There used to be late-night DJs who would send out dedications from
listeners - "This is for you, Wayne, and she says she still cares about you"
and he'd play "I Fall to Pieces
<https://www.youtube.com/watch?v=X5Odka54ygk> " - but the stations all seem
automated now, waiting to be sold at a loss for tax purposes. Meanwhile, you
stop at the gas station/mall for coffee and are stunned by the sheer number
of potato chip varieties: bacon, B-B-Q, blue cheese, green onion, balsamic,
jalapeno, mesquite, garlic, guacamole, dill pickle, rockin' picante, spicy
Cajun, three cheese, Szechuan, sour cream, wavy mango, wasabi, BLT, plus
"natural" and "old-fashioned" and "40 percent less fat" chips. A potato chip
is a potato chip. Do we really need all this?
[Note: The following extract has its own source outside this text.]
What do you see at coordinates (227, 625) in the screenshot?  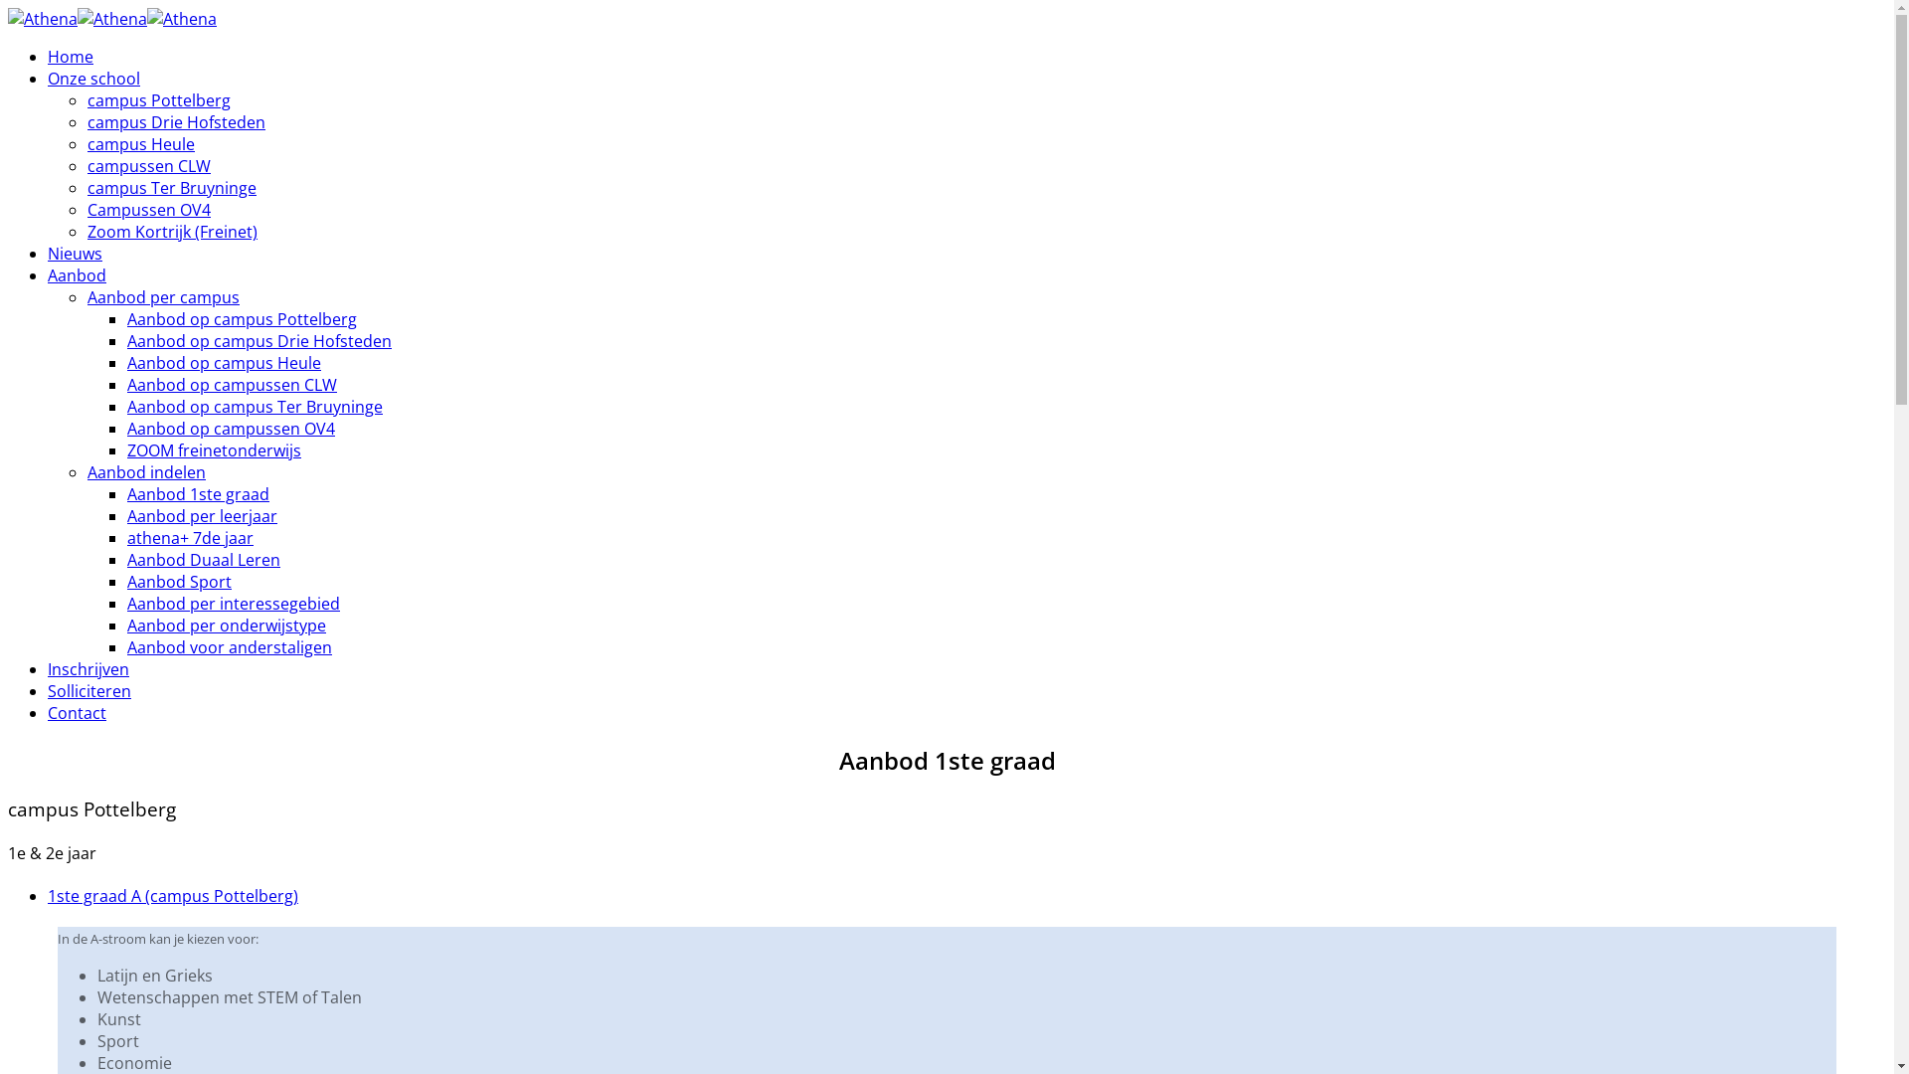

There is news on the radio: a new tax plan, a government shutdown (no?
yes?), the chance of a "major, major" conflict with North Korea, a big
harangue against the press, but it's meaningless. The fabulist in the Oval
Office has mesmerized us, like the boy in my fourth-grade class who kept
letting poots, as we called them. He pooted frequently and in various
musical tones, and we sat waiting for the next one, and as a result we did
poorly in math and now we can't figure out our laptops. But out here on the
ribbon of highway, the land goes on and on and on, and there is a new life
waiting ahead.

At home I am an old liberal, but out here at 2 a.m., I am all about freedom.
All I need from the government is a good road - I don't need the government
to put up signs warning me to fasten my seatbelt and drive carefully and dim
my headlights for oncoming traffic. On some straightaways, headlights on
high beam, I hit 80 and 90 mph. Let Bambi's mother look out for me.
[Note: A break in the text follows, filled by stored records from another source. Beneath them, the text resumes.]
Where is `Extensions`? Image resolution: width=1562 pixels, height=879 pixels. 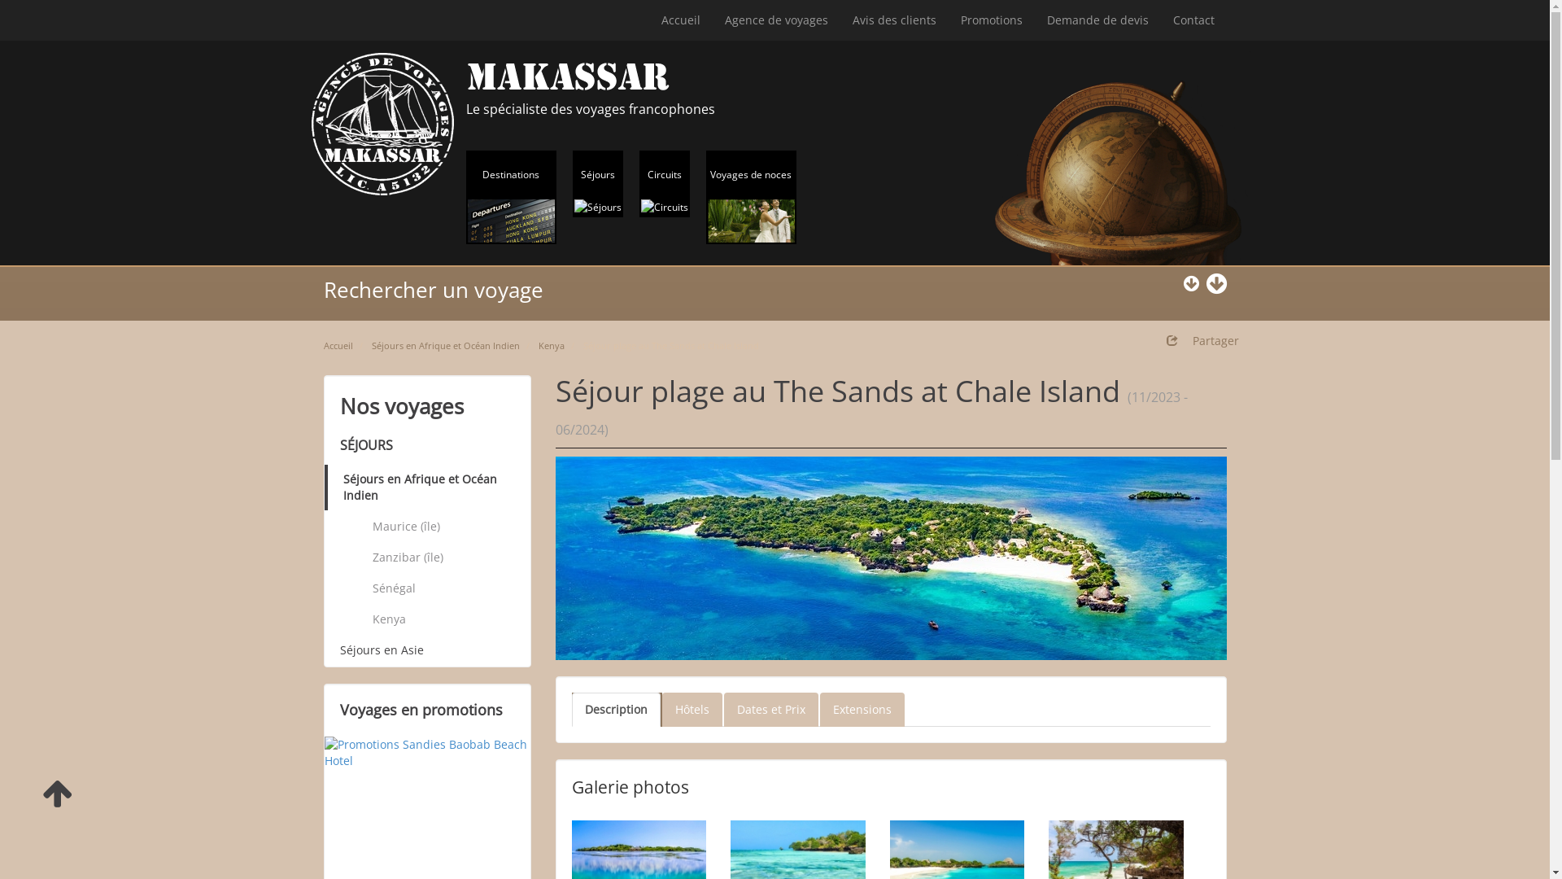 Extensions is located at coordinates (863, 710).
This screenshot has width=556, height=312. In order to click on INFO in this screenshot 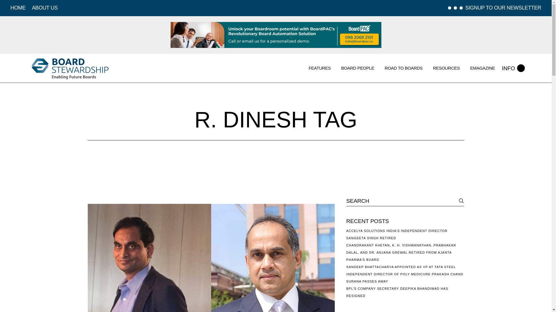, I will do `click(513, 68)`.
At home I try to be kind, but out here, to the disgruntled voter who feels
ignored by Washington, I say, "Put away the 12-pack and the three-cheese
chips, lose the gut, stop smoking, turn off the TV. Papa is not responsible
for your sad life. Go back to school, arise at dawn, take brisk walks, think
big, show your kids how it's done." That's me talking at 70 mph.
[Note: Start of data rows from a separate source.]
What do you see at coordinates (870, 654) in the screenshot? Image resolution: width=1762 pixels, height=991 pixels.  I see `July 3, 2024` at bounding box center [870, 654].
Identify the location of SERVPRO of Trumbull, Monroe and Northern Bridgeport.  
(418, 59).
Out west of Detroit Lakes, tuned to classic country, Emmylou
<https://www.amazon.com/gp/product/B001241XXQ/ref=as_li_qf_sp_asin_il_tl?ie=
UTF8&tag=slatmaga-20&camp=1789&creative=9325&linkCode=as2&creativeASIN=B0012
41XXQ&linkId=73412ef2b0aa89511e44459545d59aae> 's fragile voice drifts in
with "I would rock my soul in the bosom of Abraham, I would hold my life in
his saving grace," from an album I listened to over and over back in the
'70s sitting in a basement working on a novel that even then I knew was
going nowhere.

I admire that guy. He was young and naive, uncowed, indomitable. Now I'm old
and cautious and on Social Security, a burden on the rest of you, but it
ain't over yet. I could still make my mark in the world. It's a great
country. Nuts to the guy writing the executive orders. He is a lightning bug
in the marsh. I could shuck him and head west and get me a job bartending in
Bismarck and listen to the scuttlebutt of the drifters and barflies, weave
their b.s. into a musical called "Beautiful Losers" and earn 45 million
bucks and buy an island in the Caribbean. I was kidding about the paintings
in the backseat. That was fake news. At 2 a.m. going 75 mph just east of
Fargo, I think I am on the verge of doing something really good. You watch
and see if I don't.

Garrison Keillor is an author and radio personality.